TASK INSTRUCTIONS ::
Please transcribe the data that follows exactly as given, leaving out every picture.

DATA FOR THIS TASK ::
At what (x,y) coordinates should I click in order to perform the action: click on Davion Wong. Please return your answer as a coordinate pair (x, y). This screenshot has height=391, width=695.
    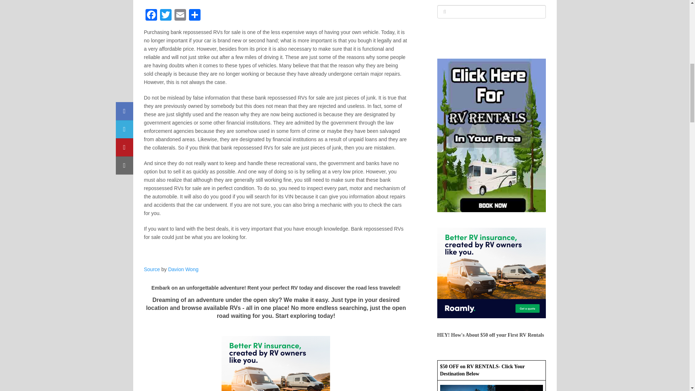
    Looking at the image, I should click on (183, 269).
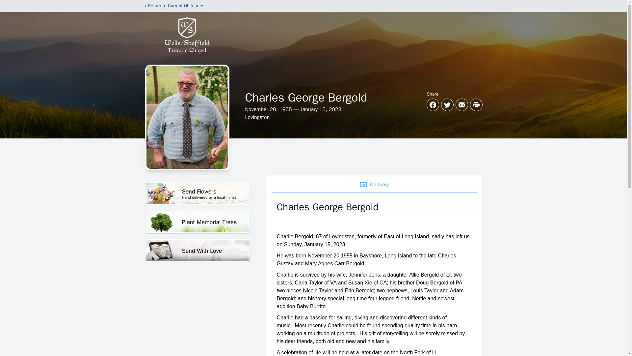  What do you see at coordinates (198, 193) in the screenshot?
I see `Plant Memorial Trees` at bounding box center [198, 193].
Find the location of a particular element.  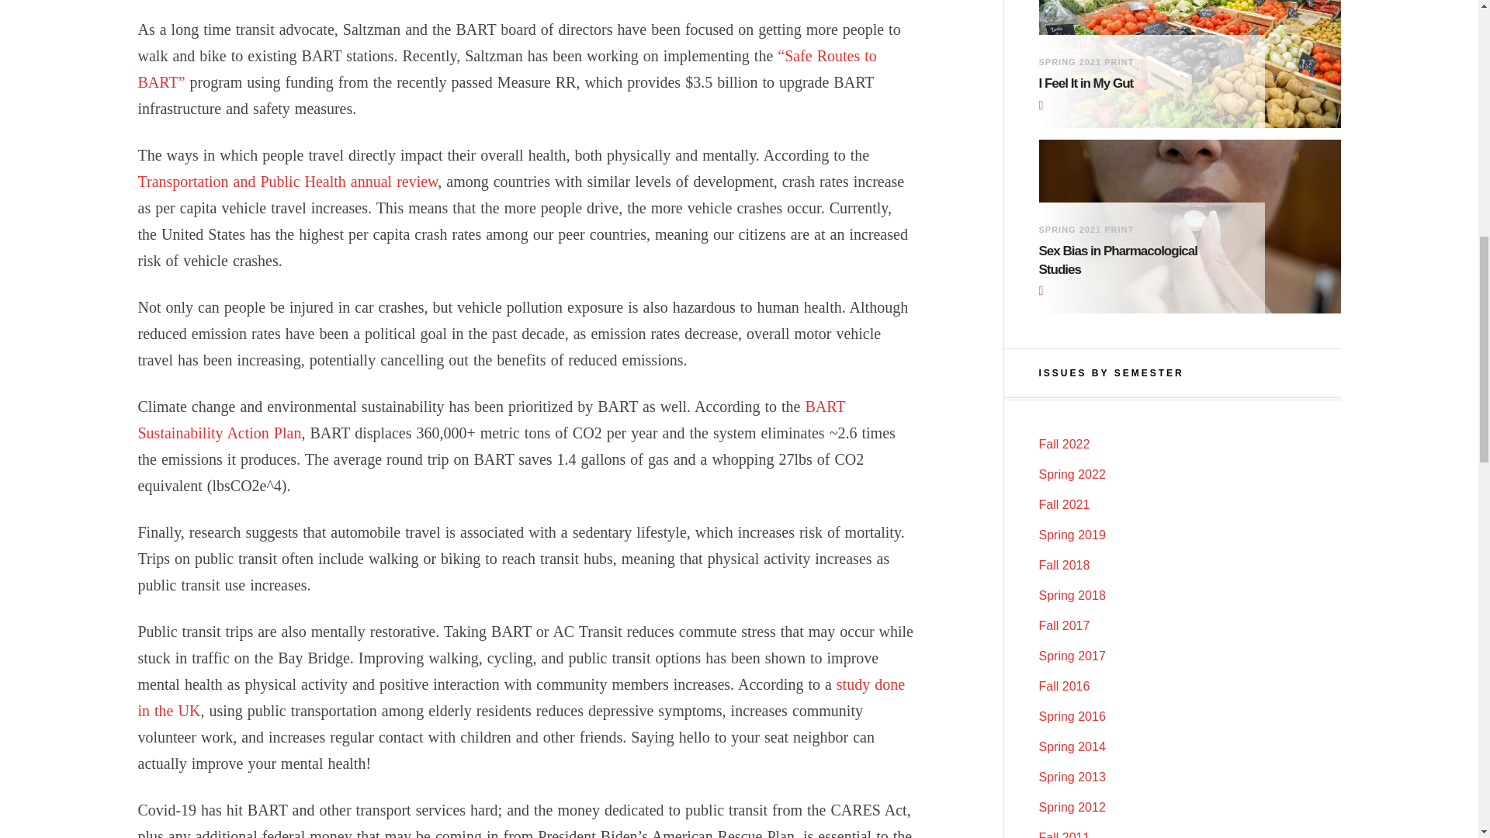

SPRING 2021 PRINT is located at coordinates (1086, 62).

EXERCISE OUTPUT ::
At what (x,y) coordinates should I click in order to perform the action: click on Davion Wong. Please return your answer as a coordinate pair (x, y). This screenshot has height=391, width=695.
    Looking at the image, I should click on (183, 269).
  What do you see at coordinates (198, 193) in the screenshot?
I see `Plant Memorial Trees` at bounding box center [198, 193].
Find the location of a particular element.  

SPRING 2021 PRINT is located at coordinates (1086, 62).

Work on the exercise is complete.